Connect with other parents whose children are starting secondary school on this forum.

How far do you go for education?

29 replies

schoolhelp22 · 28/09/2021 11:20

I am stressing about secondary school applications. Our situation; in a county that doesn't do catchment, we have 6 schools to choose from. Our 2 nearest ones are 'outstanding' and incredibly difficult to get into due to lack of catchment rules and admission criteria, 1000 applications to 180 places, they take 50% of places from neighbouring town. After that and sibling link etc there are very few spaces. Infuriating! The second outstanding is equally as popular (although does only take from our town) has an excellent STEM programme and does an engineering GCSE, DS is very keen on engineering/STEM subjects.

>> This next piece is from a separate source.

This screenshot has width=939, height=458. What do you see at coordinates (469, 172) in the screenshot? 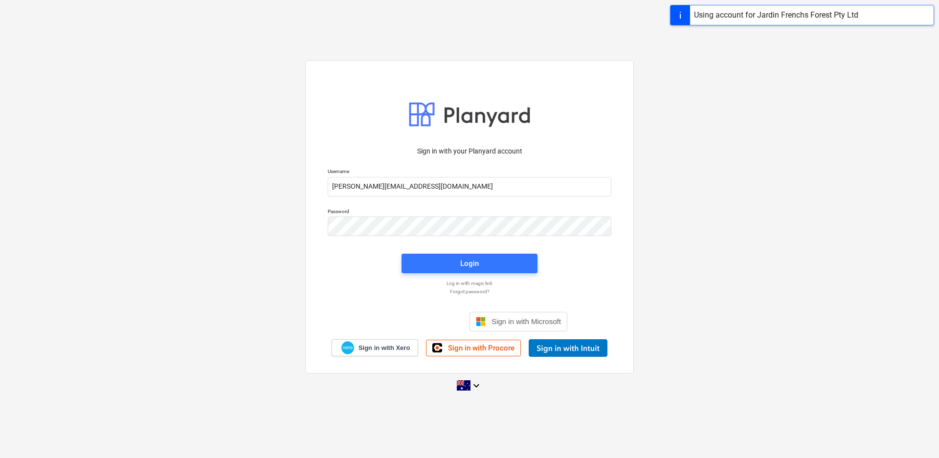
I see `p: Username` at bounding box center [469, 172].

We can only make 3 choices, so if we want to put the 2 outstanding down (which I really do, even though it's a lottery- literally, computer selected) we need to tread very carefully with the 3rd choice.

The next best school has amazing data, great reputation, in a beautiful area (much nicer than our town ha) but it doesn't have a 6th form and is £1000 a year on a bus. My son LOVED this school. But we are lower priority for this one due to not going to a feeder school, it's oversubscribed but I do know many kids local to us that go there.

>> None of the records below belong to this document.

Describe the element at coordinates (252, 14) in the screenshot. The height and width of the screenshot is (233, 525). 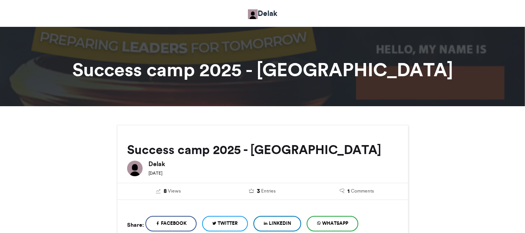
I see `img: Moses Kumesi` at that location.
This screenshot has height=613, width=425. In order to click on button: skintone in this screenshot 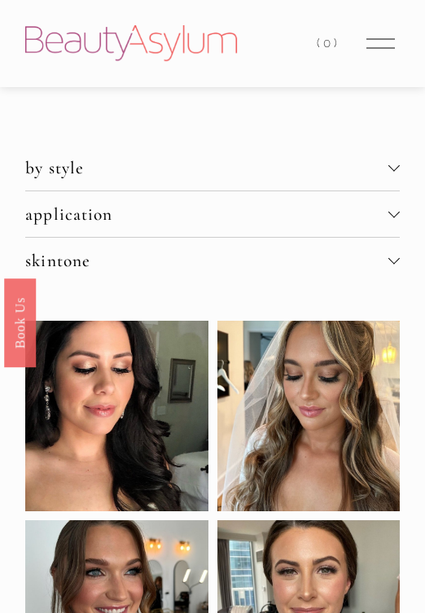, I will do `click(212, 261)`.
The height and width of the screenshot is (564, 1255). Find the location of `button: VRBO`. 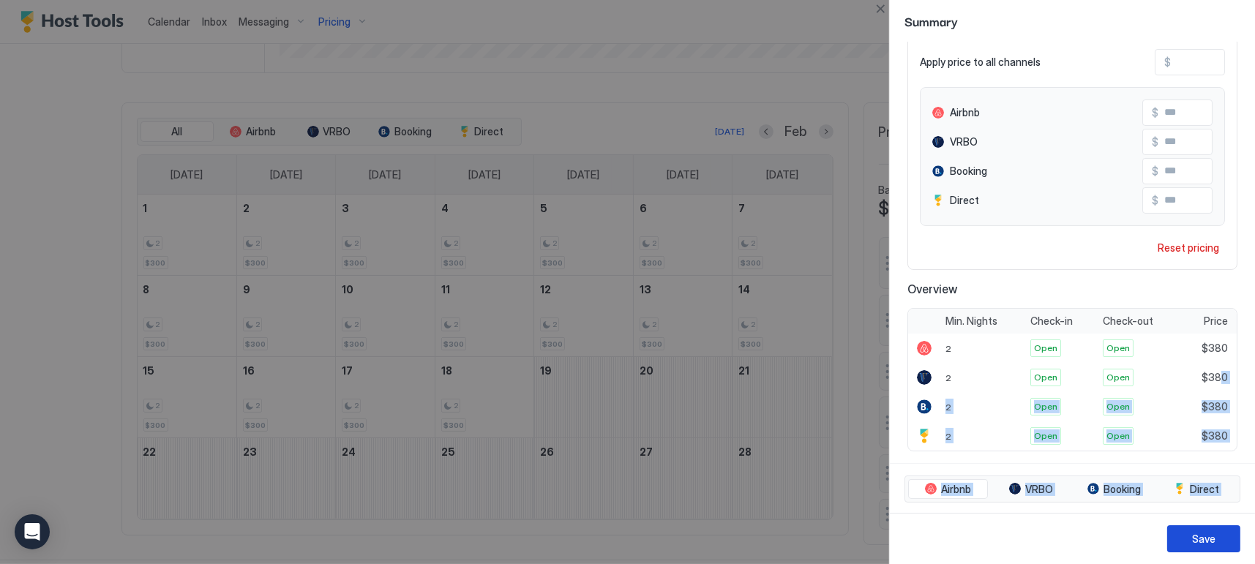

There are 2 mediocre schools that would be much easier to get him to (although not really walking distance). He would get in no problem in the first round of applications (but would struggle if the worst happened and we got the 6th school and wanted to back track). I wouldn't cry if he got one of these, but I'd be disappointed knowing what else is available in the area.

The 6th choice is a horrendous school, special measures, 25% persistent absence. I would be devastated if we got this school.

So my two worries are:

  1. If I put the 3 best schools mentioned up the top, they are all oversubscribed and we don't have priority for any of them. We risk getting none of our choices and almost certainly would get the horrendous school. But I don't want to lose an opportunity to get into the 3 top schools if that makes sense, I want us to be in the running for each.
  2. This is more personal, but would you pay £100 pcm and send your child to a school 18 miles away to get them a better education? I'm not worried about friends as 35% of the school do actually come from our town, but just worried I'm being a bit of a snob and making life more difficult for myself sending him to a school further away when he will probably do just fine in a mediocre school that is closer. But I feel I should do more for him than a school I think he'll do fine in if that makes sense...but DH and I do have quite stressful careers so equally don't want to make our lives too difficult.

I think I just needed to get that off my chest, but any thoughts and opinions welcome. Or indeed shared stress from your own situation!

OP posts:
BananaPB · 30/09/2021 13:32

If go 1) Outstanding STEM 2) bus 3) mediocre

If he gets 2 or 3 you can be added to the waiting list for 1 but I would cover myself for the just in case scenario.

schoolhelp22 · 30/09/2021 13:47

@longestlurkerever one of the the mediocre schools is closer than the horrible one but it was the one oversubscribed last year.

@BananaPB that is what I'm seriously considering doing now but feel sick about not putting down the nearest outstanding school, people would kill to get their kids in that school and it seems insane I'm not even trying 🙈 but that's not very rational I know!!

OP posts:
Wooddie · 30/09/2021 15:52

I chair many admission appeal panels each year. The advice to put a school you will definitely get among your preferences is important. If you don't, the risk is that you will get the awful school and be stuck with it. Every year there are a significant proportion of appeals with families in this situation who are really upset. I also hear appeals for Y8 and Y9 for families who have had one or two years in the awful school and it has not worked out OK.

languagelover96 · 01/10/2021 08:12

I live in a market town in the Home Counties. Private schools in my area are good but I'm not sure if I would send my child to any. To answer one of your questions, no I would look at either homeschooling fully or view a few different local primary public schools. Be upfront about your preferences from the outset.